Eugene David
...The One-Minute Pundit

Saturday, November 15, 2003


A year ago I wrote an e-mail to the Mogul's Friend (I know, I KNOW, I shouldn't have bothered, he only answers stars and CEOs) predicting AOL's animated Looney Tunes flick would bomb. I based that on one line, a singularly unfunny and anachronistic "joke" that had the Friend rolling on the floor of the LALATimes' luxury news suite in pure abandon, in which an executive played by Jenna Elfman yells:

"Sell all my Warner Bros. stock! I got an inside tip that Daffy Duck is about to die!"

I don't have the e-mail -- BILL trashed it long ago -- but I remember writing something like this:

For such a line not to be anachronistic would depend on when the film is set. If it's set before 1967, the exec could say, "Sell all my Warner Bros. Pictures stock!" If it's set between 1967 and 1969, she could say, "Sell all my Warner Bros.-Seven Arts stock!" If it's set between 1969 and 1972, she could say, "Sell all my Kinney National Service stock!" If it's set between 1972 and 1990, she could say, "Sell all my Warner Communications stock!" If it's set between 1990 and 2000, she could say, "Sell all my Time Warner stock!" If it's set after 2000, she could say, "Sell all my -- never mind, it's worthless." [That would apply to the recent name change too.]

Well guess what? This "$100-million-plus film that is perhaps the most ambitious combination of live action and animation since Who Framed Roger Rabbit in 1988," this masterwork with its prime "position in the Warner Bros. firmament," is BOMBING AT THE BOX OFFICE. The public can tell between the real Warner Bros. cartoons and a fake. Just that one line marks this as an indisputable fraud. (The ad-blurb copywriters' raves confirm it.)

P. S. Not wanting to enrich JACK and his CONSPIRACY I don't know if this line made the final edit, but I wouldn't be surprised.

P. P. S. I wonder too whether the superdupermarketers at the CIA in ENCINO (i.e., the people who concoct JACK'S ALPHABET SOUP) may have hurt. Those secret agents gave this a PG, the same letters the Mogul's Friend berated AOL for using when it released Kangaroo Jack. Just as that batch of SOUP led innocent parents to believe they were paying to watch a family film, so this batch may have led people to think, what tricks are these folks up to with something that should be rated G? SLEAZEBALL GUMBO, ditch the SOUP NAZIS!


**Problem description**
Whenever a line in this data holds the word "from", report that line in full.

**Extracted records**
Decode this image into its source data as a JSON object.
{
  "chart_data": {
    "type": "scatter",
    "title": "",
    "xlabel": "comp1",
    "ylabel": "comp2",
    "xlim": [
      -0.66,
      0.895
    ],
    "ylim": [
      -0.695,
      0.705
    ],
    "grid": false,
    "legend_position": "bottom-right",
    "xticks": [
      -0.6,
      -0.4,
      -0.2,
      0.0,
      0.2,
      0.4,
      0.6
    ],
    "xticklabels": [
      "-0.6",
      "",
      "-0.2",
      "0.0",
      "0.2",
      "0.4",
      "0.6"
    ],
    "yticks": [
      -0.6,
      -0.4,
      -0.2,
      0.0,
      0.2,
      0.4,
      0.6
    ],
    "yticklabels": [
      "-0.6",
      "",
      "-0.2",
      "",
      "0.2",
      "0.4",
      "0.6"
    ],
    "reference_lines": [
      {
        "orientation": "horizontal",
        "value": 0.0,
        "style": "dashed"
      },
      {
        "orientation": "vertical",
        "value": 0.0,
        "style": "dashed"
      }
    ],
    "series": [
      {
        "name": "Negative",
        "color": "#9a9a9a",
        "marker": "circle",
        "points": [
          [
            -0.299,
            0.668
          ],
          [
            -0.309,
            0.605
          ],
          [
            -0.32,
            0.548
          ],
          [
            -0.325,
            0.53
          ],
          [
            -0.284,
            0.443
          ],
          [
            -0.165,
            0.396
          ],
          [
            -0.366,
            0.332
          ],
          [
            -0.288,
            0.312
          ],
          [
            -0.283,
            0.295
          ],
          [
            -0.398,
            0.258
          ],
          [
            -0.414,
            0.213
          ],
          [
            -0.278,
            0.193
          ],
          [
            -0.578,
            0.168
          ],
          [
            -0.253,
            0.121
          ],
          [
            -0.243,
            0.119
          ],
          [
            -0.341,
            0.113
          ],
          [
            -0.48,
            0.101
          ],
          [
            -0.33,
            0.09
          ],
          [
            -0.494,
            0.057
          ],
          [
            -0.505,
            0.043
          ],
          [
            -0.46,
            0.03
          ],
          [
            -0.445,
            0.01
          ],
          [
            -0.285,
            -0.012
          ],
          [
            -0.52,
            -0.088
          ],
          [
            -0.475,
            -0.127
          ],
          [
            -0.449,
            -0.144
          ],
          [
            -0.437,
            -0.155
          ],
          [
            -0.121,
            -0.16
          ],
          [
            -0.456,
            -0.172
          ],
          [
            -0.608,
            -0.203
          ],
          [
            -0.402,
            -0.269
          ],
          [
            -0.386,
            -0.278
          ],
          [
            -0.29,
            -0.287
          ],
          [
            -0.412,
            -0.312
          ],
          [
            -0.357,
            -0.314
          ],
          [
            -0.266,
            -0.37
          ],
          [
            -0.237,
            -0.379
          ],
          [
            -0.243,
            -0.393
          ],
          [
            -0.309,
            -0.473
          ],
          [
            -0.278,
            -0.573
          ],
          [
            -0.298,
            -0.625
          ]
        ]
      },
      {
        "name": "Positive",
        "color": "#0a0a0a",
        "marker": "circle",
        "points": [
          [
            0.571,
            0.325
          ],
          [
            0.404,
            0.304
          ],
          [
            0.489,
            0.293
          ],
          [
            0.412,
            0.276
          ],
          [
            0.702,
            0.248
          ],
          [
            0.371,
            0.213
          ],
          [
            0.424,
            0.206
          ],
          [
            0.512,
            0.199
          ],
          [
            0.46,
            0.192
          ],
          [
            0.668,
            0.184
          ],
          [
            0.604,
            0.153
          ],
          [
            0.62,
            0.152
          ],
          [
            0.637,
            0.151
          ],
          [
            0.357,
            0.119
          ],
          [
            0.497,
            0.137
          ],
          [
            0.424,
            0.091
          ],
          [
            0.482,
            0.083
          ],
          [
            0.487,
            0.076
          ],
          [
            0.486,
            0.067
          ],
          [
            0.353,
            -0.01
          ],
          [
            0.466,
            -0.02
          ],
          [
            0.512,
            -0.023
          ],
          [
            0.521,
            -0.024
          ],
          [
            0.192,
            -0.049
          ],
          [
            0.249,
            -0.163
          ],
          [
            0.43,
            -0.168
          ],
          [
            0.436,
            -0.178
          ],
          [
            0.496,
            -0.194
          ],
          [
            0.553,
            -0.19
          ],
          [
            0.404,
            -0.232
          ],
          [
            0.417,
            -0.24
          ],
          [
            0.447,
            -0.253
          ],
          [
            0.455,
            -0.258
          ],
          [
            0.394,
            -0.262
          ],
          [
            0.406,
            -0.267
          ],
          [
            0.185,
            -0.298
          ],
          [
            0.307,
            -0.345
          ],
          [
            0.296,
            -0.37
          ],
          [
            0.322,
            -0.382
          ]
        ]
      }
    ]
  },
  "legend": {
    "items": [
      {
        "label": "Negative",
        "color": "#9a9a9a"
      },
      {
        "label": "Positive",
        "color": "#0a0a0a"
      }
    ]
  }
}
==
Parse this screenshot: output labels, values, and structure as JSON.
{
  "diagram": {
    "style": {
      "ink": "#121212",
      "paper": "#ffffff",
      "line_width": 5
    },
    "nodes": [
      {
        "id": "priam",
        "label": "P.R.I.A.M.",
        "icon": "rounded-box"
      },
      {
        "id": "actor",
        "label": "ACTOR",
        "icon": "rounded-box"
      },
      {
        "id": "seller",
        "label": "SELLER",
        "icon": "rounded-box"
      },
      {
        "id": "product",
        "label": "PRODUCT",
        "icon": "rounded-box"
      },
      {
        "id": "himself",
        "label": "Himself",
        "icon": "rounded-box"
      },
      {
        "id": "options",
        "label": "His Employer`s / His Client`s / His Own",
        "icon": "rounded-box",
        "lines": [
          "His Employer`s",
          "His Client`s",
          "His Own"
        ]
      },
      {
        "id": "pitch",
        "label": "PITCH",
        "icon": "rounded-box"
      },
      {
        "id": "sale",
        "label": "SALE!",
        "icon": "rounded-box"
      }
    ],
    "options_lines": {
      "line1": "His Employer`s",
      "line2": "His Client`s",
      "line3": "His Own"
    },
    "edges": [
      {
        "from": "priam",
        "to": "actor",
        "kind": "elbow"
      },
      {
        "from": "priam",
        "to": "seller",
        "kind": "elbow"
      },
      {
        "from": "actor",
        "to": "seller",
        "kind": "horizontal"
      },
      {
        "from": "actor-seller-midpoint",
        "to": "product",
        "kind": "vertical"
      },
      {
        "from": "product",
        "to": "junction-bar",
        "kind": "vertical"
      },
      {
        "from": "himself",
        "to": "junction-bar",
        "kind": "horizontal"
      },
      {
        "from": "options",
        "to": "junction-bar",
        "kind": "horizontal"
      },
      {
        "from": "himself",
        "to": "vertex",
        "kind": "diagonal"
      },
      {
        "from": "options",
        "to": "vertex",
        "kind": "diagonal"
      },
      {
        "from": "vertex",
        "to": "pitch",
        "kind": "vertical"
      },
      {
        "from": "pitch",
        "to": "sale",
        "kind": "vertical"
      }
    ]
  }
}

**Exercise output**
        "from": "priam",
        "from": "priam",
        "from": "actor",
        "from": "actor-seller-midpoint",
        "from": "product",
        "from": "himself",
        "from": "options",
        "from": "himself",
        "from": "options",
        "from": "vertex",
        "from": "pitch",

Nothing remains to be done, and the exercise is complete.